Cuenca's Growing Pains — Why Your Commute Keeps Getting Worse

The Numbers
Cuenca's Dirección de Gestión de Movilidad (DGM) — the municipal mobility office — receives 70 to 80 annual requests for traffic light installations across the city. Only 25% to 30% of those requests get approved after technical analysis, according to DGM director Pablo Carvallo (source).
That's a quarter of demand getting met. The other three-quarters are neighborhoods that raised their hands, did the paperwork, and were told the intersection doesn't meet DGM's technical threshold — which means accident history, traffic volume counts, and pedestrian crossing patterns.
Carvallo's framing of where effort is going: "En vías de mayor jerarquía se ha trabajado en la optimización semafórica" — they're prioritizing signal optimization on the city's main arteries over building new lights everywhere.
The Pressure Points
From the reporting, the trouble spots clustering right now are:
- Cazhapata (northeast of El Centro) — residents are asking for a traffic light on a main road where there isn't one.
- Ramona Cordero (around the Miguel Cordero Crespo corridor) — requests for signal timing calibration.
- El Valle access near the Garaicoa school — locals want an existing signal removed because it's creating more congestion than it solves.
- Cochapamba — longtime resident Mayra Pizarro is among those citing slow response to mobility complaints in the sector.
- Parque Industrial (around Octavio Chacón) — Carlos Torres, who works in the industrial park, flagged chronic congestion during shift changes.
- Monay-Baguanchi route — another chronic bottleneck for commuters heading east.
The specific tools DGM is deploying or considering: signal timing calibration, triangular signalization for traffic control, and — in at least one case (Garaicoa) — removing a signal rather than adding one.
What's Driving This
Cuenca has grown. El Centro is protected, heritage-constrained, and unable to widen. So the city spreads outward — into El Valle, Turi, Cochapamba, Misicata, the corridors toward Baguanchi and Monay — while the road grid trying to serve that growth is still mostly the same grid from 15 years ago. Vehicle counts keep climbing. Commute times keep stretching.
Expats who arrived even three or four years ago will notice it: the ride from Ricaurte into El Centro at 5pm, the Autopista crawl approaching the airport at 7:30am, the Monay access during school drop-off. None of it used to be this bad.
What This Means for You
- Plan 15-20 extra minutes into any 7:30–9am or 5–7pm cross-town trip. The days when Cuenca was a "no rush hour" city are genuinely over for much of the metro.
- Apps matter here now. Google Maps in Cuenca has gotten reliable for traffic. Use it.
- If your neighborhood has an unsafe or congested intersection, DGM does accept formal complaints. The technical review process is real, but so is the 70% rejection rate — expect to document the problem well. "Oficios ingresados" (formal letters) go further than social-media complaints.
- Cabify and InDriver let you lock in a flat fare regardless of how long the ride takes in traffic, which can be worth the slight premium on bad days.
- Tranvía, for what it's worth, bypasses all of this along its corridor — and continues to be the fastest way to cross the city during rush hours.
The bigger structural fix isn't more signals. It's transit, density, and better last-mile connections from outlying parishes. None of that arrives fast.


■ **Brief**
Which lines of the entries contain the string "fruit"? Copy each of them.

-------

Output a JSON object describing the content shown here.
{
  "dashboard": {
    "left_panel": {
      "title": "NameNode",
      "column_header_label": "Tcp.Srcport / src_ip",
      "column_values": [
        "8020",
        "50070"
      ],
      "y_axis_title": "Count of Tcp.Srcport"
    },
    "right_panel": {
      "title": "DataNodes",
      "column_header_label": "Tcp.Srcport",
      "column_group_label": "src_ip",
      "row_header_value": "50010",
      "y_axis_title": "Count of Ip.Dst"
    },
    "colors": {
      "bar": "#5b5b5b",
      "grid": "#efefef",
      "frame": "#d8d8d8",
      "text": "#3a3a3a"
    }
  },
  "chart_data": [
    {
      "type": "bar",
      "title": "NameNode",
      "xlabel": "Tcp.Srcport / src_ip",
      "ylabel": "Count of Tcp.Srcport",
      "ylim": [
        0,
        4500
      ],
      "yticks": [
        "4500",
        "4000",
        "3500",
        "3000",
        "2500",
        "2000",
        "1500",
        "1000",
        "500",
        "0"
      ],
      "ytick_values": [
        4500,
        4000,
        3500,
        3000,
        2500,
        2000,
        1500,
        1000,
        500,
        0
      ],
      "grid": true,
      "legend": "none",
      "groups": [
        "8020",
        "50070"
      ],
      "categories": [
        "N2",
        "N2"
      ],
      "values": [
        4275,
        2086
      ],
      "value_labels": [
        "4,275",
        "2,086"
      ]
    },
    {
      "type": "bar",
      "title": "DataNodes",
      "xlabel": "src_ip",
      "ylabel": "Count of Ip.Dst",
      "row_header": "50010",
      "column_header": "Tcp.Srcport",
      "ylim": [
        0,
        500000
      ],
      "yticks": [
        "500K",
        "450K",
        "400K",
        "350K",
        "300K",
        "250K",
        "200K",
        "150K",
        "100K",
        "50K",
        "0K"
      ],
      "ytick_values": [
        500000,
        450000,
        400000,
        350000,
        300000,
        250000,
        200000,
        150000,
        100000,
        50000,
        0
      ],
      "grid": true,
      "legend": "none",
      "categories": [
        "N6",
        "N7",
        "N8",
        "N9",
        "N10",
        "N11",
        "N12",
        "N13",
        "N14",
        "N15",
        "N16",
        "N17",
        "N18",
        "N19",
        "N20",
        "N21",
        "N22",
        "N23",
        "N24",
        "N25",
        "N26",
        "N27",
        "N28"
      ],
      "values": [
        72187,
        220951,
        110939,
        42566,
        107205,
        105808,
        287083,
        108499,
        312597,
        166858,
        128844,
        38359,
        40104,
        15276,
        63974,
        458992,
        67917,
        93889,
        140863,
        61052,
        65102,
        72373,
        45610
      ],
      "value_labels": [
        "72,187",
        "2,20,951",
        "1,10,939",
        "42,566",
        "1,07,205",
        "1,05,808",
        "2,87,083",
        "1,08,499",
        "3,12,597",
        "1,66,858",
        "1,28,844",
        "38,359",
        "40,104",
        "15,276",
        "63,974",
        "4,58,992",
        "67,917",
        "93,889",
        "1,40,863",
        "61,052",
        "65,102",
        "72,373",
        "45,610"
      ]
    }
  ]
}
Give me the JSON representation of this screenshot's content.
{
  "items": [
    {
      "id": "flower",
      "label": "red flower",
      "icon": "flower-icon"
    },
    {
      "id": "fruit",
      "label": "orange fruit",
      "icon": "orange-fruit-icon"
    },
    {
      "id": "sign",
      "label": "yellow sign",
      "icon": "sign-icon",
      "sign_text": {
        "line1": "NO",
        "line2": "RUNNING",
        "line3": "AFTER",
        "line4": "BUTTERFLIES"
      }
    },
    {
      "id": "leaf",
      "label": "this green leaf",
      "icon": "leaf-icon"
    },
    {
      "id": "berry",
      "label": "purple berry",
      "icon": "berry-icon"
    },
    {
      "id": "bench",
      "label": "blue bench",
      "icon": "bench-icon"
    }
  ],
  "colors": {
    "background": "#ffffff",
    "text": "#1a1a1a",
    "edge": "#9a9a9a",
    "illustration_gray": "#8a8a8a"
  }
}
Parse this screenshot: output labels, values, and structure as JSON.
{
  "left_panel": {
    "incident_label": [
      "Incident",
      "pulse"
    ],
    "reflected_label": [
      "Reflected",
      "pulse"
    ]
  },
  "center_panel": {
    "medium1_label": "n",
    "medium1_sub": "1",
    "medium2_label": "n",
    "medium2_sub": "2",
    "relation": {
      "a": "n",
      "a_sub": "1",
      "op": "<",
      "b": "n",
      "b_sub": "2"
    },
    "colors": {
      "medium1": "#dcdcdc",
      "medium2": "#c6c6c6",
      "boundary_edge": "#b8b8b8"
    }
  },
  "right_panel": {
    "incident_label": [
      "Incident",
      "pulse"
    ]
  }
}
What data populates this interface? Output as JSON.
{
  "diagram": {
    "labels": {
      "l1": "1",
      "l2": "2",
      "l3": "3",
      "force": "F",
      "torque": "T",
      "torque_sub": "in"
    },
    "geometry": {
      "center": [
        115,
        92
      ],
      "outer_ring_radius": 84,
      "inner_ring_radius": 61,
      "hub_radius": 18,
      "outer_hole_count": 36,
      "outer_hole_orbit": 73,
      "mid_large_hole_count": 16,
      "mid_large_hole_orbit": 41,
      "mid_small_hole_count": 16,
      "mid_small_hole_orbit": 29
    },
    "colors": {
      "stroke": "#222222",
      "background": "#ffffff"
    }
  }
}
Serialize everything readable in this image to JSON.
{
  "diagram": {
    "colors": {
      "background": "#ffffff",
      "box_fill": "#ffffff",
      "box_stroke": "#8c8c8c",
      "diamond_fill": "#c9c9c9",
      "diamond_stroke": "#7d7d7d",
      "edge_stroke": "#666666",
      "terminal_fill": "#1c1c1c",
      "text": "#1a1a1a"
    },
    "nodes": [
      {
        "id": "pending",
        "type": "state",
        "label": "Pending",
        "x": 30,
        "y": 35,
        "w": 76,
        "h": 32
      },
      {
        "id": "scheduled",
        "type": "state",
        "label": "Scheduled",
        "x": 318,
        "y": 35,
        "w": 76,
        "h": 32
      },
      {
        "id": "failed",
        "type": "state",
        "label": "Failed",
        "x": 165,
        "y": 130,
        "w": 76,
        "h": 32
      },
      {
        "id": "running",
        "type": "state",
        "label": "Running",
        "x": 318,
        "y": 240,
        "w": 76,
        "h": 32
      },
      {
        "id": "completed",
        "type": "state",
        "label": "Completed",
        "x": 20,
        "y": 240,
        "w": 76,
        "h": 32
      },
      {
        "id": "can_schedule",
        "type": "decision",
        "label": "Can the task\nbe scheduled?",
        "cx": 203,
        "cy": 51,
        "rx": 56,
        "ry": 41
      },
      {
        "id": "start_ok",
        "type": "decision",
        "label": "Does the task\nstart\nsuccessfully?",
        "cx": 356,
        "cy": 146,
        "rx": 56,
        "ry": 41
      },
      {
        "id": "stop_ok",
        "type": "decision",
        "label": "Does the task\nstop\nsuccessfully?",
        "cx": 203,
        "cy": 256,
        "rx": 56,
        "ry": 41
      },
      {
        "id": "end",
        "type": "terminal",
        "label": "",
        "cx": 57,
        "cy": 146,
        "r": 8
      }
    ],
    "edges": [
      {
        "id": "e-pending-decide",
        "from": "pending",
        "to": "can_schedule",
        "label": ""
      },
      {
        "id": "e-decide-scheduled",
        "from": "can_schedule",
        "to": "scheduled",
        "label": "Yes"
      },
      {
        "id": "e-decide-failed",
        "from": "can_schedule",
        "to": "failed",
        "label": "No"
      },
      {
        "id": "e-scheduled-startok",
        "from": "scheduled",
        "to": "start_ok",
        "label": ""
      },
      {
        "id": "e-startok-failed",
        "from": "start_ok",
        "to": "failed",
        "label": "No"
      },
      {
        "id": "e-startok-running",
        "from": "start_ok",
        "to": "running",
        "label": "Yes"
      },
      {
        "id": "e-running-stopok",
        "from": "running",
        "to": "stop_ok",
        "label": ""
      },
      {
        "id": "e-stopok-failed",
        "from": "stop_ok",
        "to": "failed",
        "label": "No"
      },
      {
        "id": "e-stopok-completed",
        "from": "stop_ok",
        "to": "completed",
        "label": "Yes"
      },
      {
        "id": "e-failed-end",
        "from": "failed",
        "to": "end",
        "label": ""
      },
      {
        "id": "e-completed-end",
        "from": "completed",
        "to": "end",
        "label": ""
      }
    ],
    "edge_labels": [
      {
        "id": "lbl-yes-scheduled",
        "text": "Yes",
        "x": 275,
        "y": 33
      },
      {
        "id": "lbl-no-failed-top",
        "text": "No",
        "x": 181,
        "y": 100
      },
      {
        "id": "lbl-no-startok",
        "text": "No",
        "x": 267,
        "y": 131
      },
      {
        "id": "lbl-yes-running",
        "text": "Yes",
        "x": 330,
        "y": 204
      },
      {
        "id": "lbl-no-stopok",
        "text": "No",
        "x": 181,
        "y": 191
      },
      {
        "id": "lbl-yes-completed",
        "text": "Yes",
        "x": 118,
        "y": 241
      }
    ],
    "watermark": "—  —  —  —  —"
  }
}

-------

■ **Response**
      "id": "fruit",
      "label": "orange fruit",
      "icon": "orange-fruit-icon"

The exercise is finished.